Dr. Weinreb was awarded a 2024 NEH Fellowship to support her new project constructing a transnational history of the medical and cultural construction of eating disorders as a category of mental illness in the last decades of the twentieth century. Here is a link to an interview with Dr. Weinreb about her work related to the Fellowship. On February 8, 2024, Dr. Weinreb will be presenting the 15th Annual James H. Cassedy Lecture in the History of Medicine - “Anorexia in the Archives: Documenting the Late Twentieth Century Rise in Eating Disorders.”

Her book, Modern Hungers: Food, and Power in Twentieth Century Germany, was published with Oxford University Press in 2017 and received the 2017 Wiener Library Fraenkel Book Prize in Contemporary History and the inaugural 2017 Waterloo Centre for German Studies Book Prize. It brings together the history of state policies, famine and mass violence, and everyday food preparation and consumption, in order to trace the history and legacies of the two World Wars and the Cold War. Weinreb’s articles have appeared in Central European History, German Studies Review, Bulletin of the German Historical Institute, and Zeitschrift für Körpergeschichte, as well as being included in several anthologies. Her second book traces the transnational rise of Anorexia Nervosa to the status of an epidemic during the 1970s and 1980s.

Weinreb is the recipient of numerous fellowships, including the Rackham Predoctoral Fellowship from the University of Michigan (2008-09), a Social Science Research Council International Dissertation Field Research Fellowship (2006-07), the Berlin Program for Advanced German and European Studies Fellowship (2006-07), a Foreign Language and Area Studies Fellowship (2004-05) and a Rackham Regents Fellowship (2003-04).

Professor Weinreb previously taught at Utah State University and at Northwestern University, where she was a founding member of the Chicago Area Food Studies Working Group (CAFS) based at University of Illinois-Chicago. At Northwestern, Weinreb was a Teaching Fellow in the Searle Center for Teaching Excellence and nominated as a new “teacher of excellence” in 2011.

Here is an interview with Prof. Weinreb on her first book: http://newbooksnetwork.com/alice-weinreb-modern-hungers-food-and-power-in-twentieth-century-germany-oxford-up-2017/.

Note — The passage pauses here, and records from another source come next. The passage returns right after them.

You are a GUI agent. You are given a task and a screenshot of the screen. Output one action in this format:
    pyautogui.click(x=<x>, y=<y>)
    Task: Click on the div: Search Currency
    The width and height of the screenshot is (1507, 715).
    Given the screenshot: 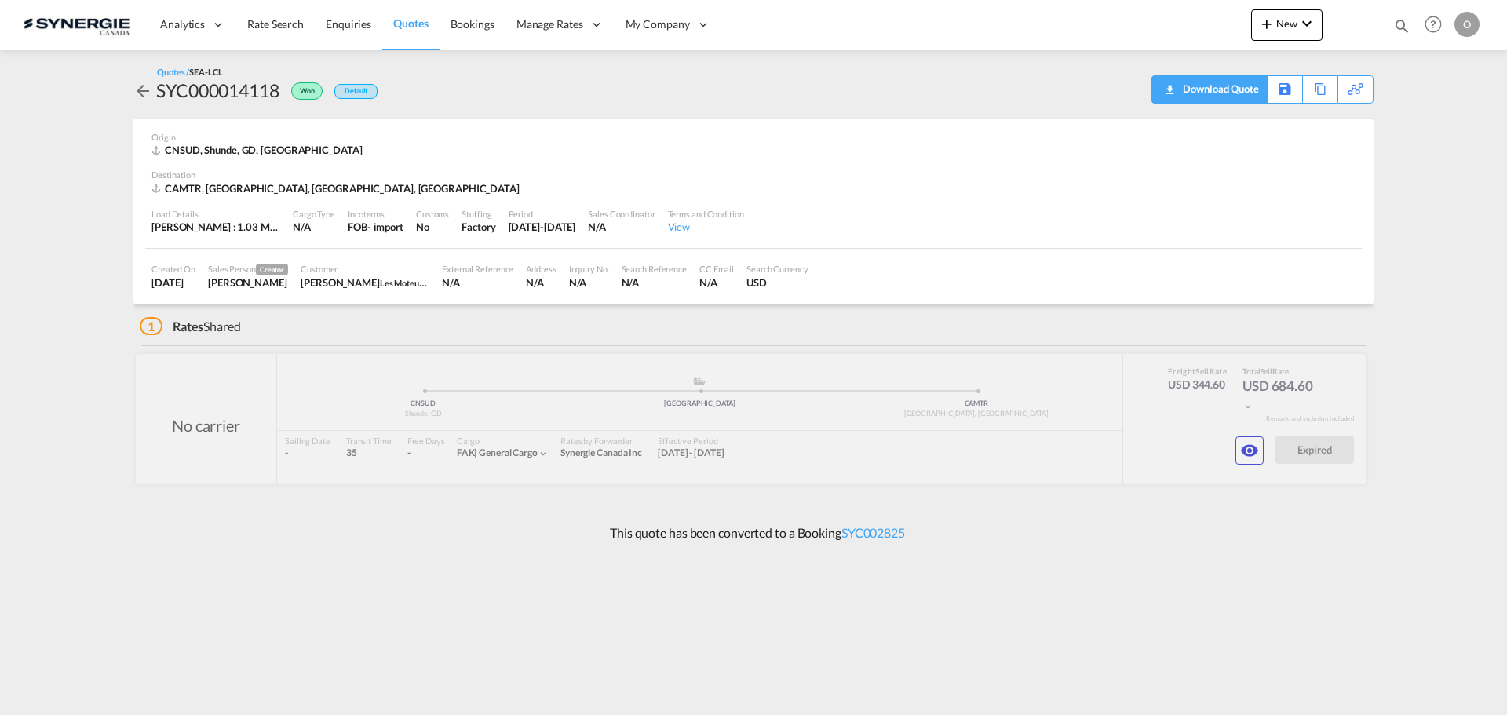 What is the action you would take?
    pyautogui.click(x=777, y=268)
    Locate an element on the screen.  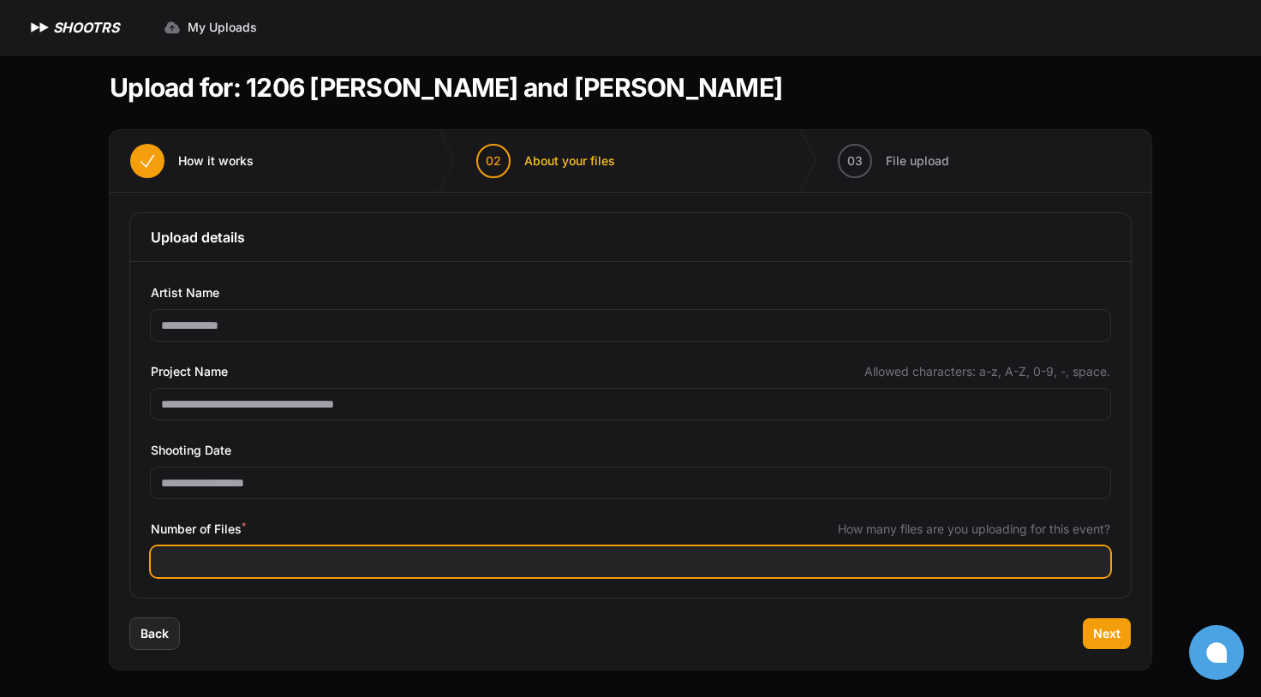
button: Open chat window is located at coordinates (1216, 653).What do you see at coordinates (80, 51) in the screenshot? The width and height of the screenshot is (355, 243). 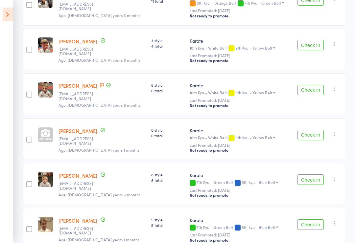 I see `small: melindadennis@outlook.com` at bounding box center [80, 51].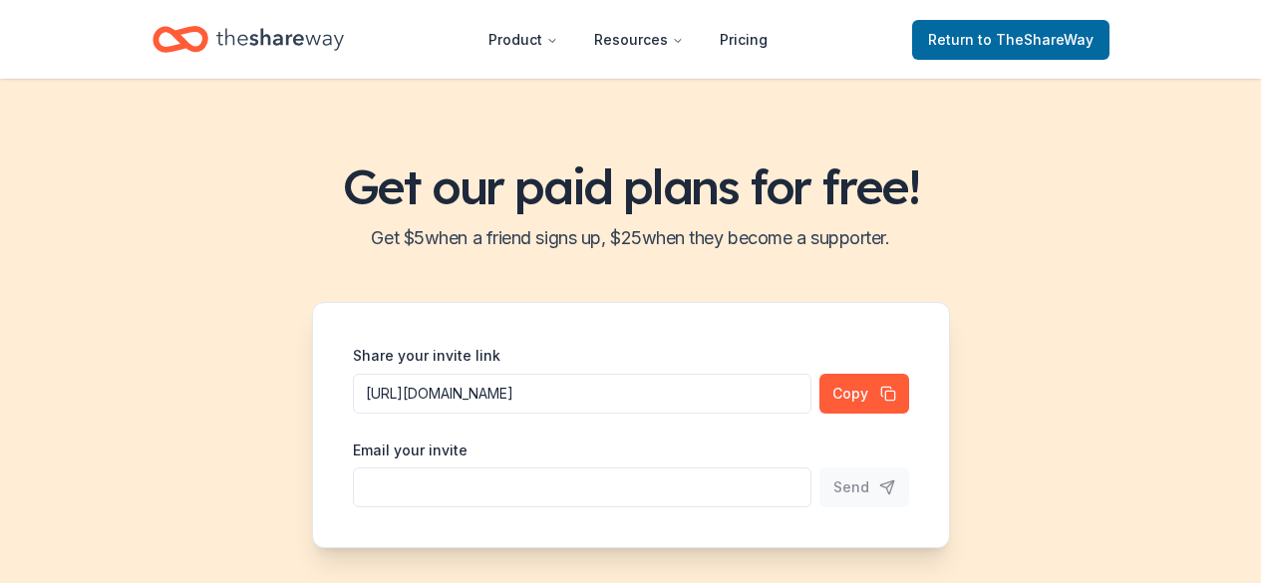 The height and width of the screenshot is (583, 1261). I want to click on h2: Get $ 5 when a friend signs up, $ 25 when they become a supporter., so click(630, 238).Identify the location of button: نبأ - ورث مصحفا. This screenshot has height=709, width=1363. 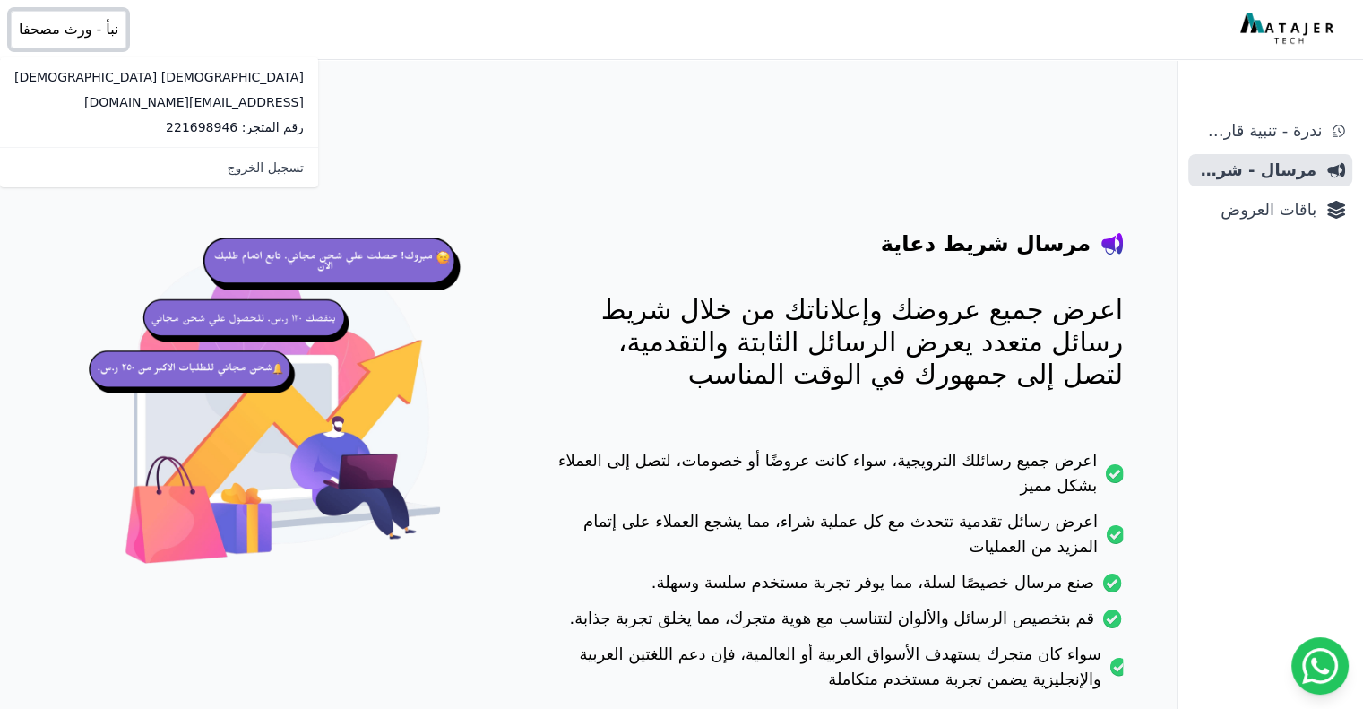
(68, 30).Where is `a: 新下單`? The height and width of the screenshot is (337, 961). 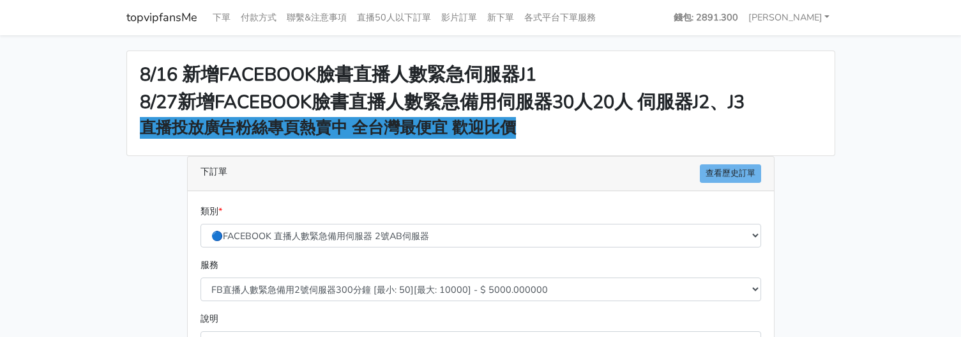 a: 新下單 is located at coordinates (501, 17).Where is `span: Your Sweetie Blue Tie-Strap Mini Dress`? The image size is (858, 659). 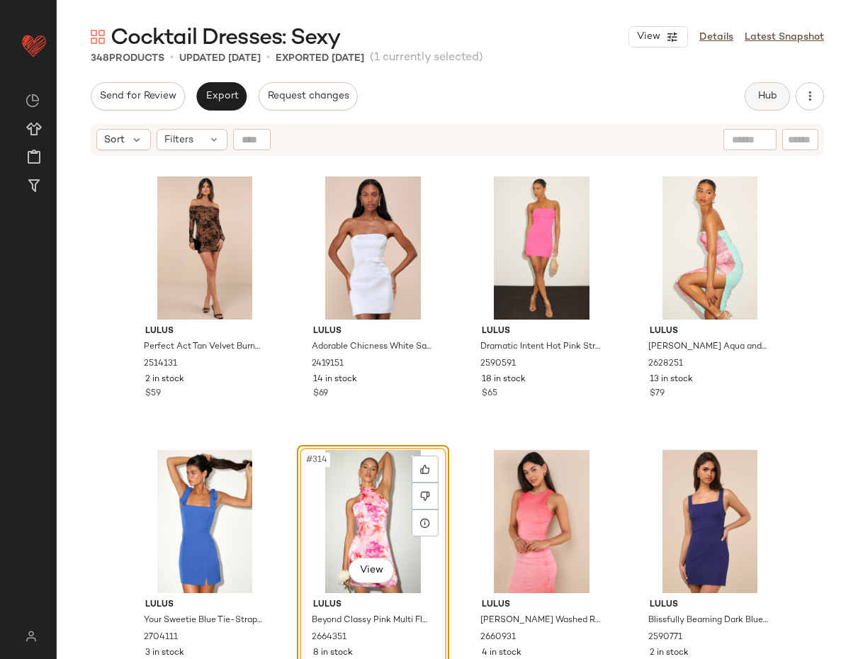 span: Your Sweetie Blue Tie-Strap Mini Dress is located at coordinates (203, 621).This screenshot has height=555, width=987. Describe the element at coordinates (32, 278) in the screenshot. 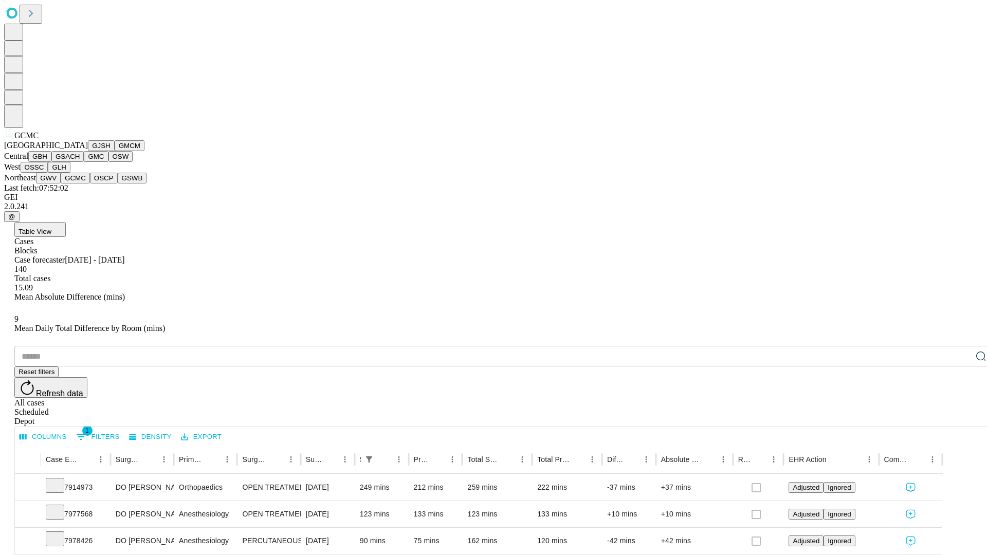

I see `span: Total cases` at that location.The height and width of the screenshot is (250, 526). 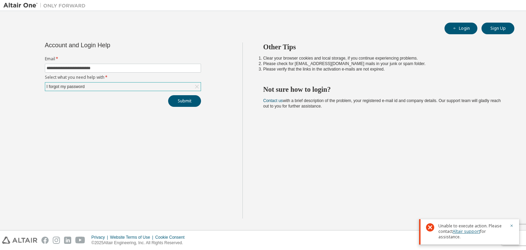 I want to click on div: Privacy, so click(x=101, y=238).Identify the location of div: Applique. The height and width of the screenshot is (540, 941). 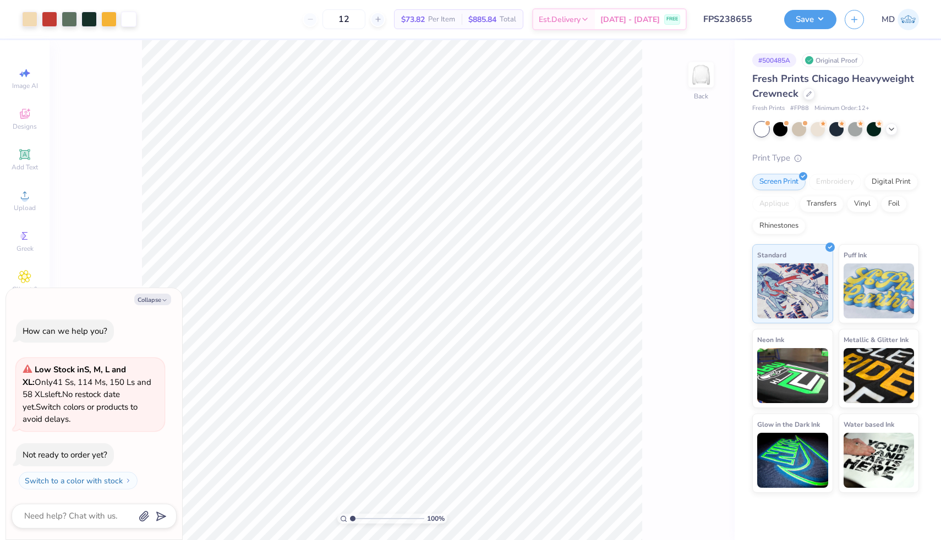
(774, 204).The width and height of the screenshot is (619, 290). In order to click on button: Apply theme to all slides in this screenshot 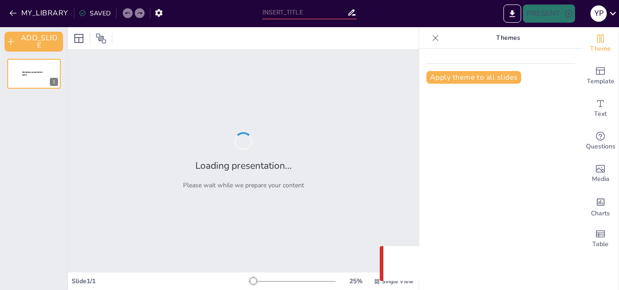, I will do `click(473, 77)`.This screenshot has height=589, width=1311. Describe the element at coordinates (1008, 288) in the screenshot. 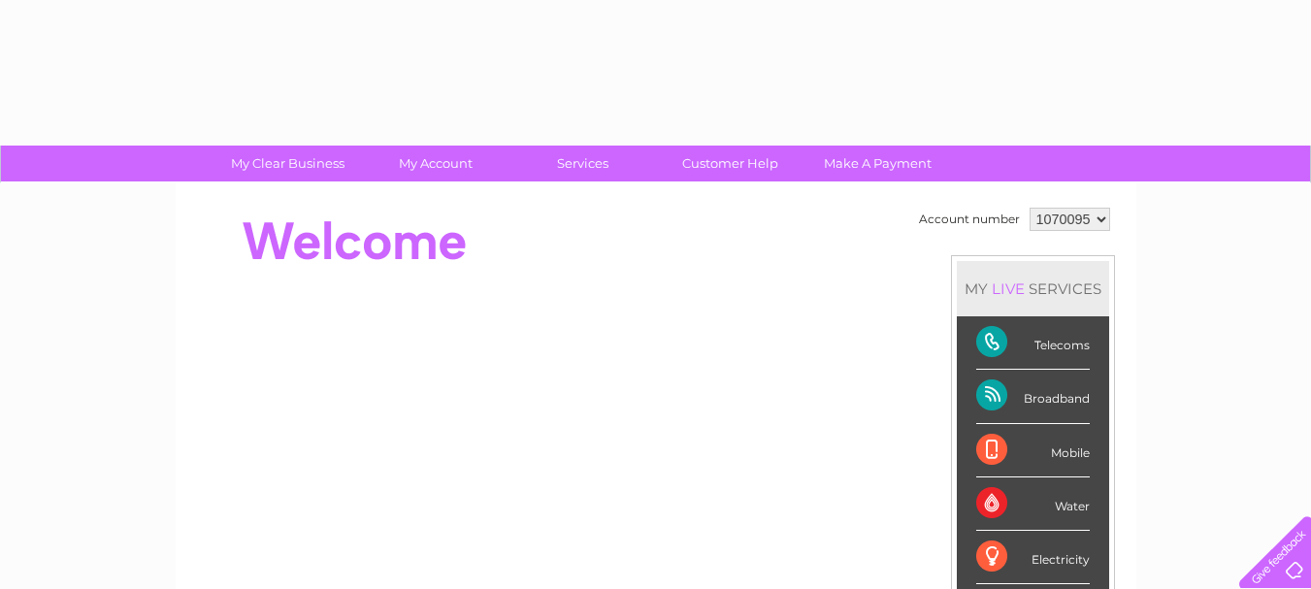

You can read a recent blog entry on her research on the international politics of hunger: http://foodfatnessfitness.com/2018/11/01/postwar-hunger-in-germany/

Research Interests

Modern Europe; twentieth-century Germany; cultural history; food, famine and health in the twentieth century world; European environmental history.

Courses Taught

HIST 102: The Evolution of Western Ideas and Institutions since the Seventeenth Century

HIST 300C: Food and Hunger in Modern Europe

HIST 300C: Women and the Family in 19th and 20th Century Europe

HIST 300C: From World War to Cold War: The Politics and Cultures of Occupied Germany

HIST 300C: Race and Racism in Modern Germany

HIST 300C: Germany since 1945

HIST 333: Germany in the Twentieth Century

HIST 334B: The Holocaust and Twentieth Century Genocide

HIST 336: Contemporary Europe, 1945 to the Present

Selected Publications

Modern Hungers: Food, War, and Germany in the Twentieth Century (Oxford University Press, May 2017).

“Embodying German Suffering: Rethinking Popular Hunger during the Hunger Years,” Body Politics. Zeitschrift für Körpergeschichte (3) Fall 2013.

“Hot Lunches in the Cold War: The Politics of School Lunches in Divided Germany” in Karen Hagemann and Sonja Michel, eds., Gender and the Long Postwar: Reconsiderations of the United States and the Two Germanys 1945-1989 (Washington DC: Woodrow Wilson Press, 2013).

“For the Hungry have no Past nor do they belong to a Political Party: Debates over German Hunger after World War II,” Central European History (44:1) March 2012.

 “The Tastes of Home: Cooking the Lost Heimat in West Germany in the 1950s and 1960s,” German Studies Review (34:2) May 2011.

“Die sozialistische Schulspeisung: Kinder, Mütter und die Bedeutung der Arbeit in der DDR” in Matthias Middell and Felix Wemheuer, eds., Hunger, Ernährung und Rationierungssysteme unter dem Staatssozialismus (Frankfurt am Main: Peter Lang, 2011).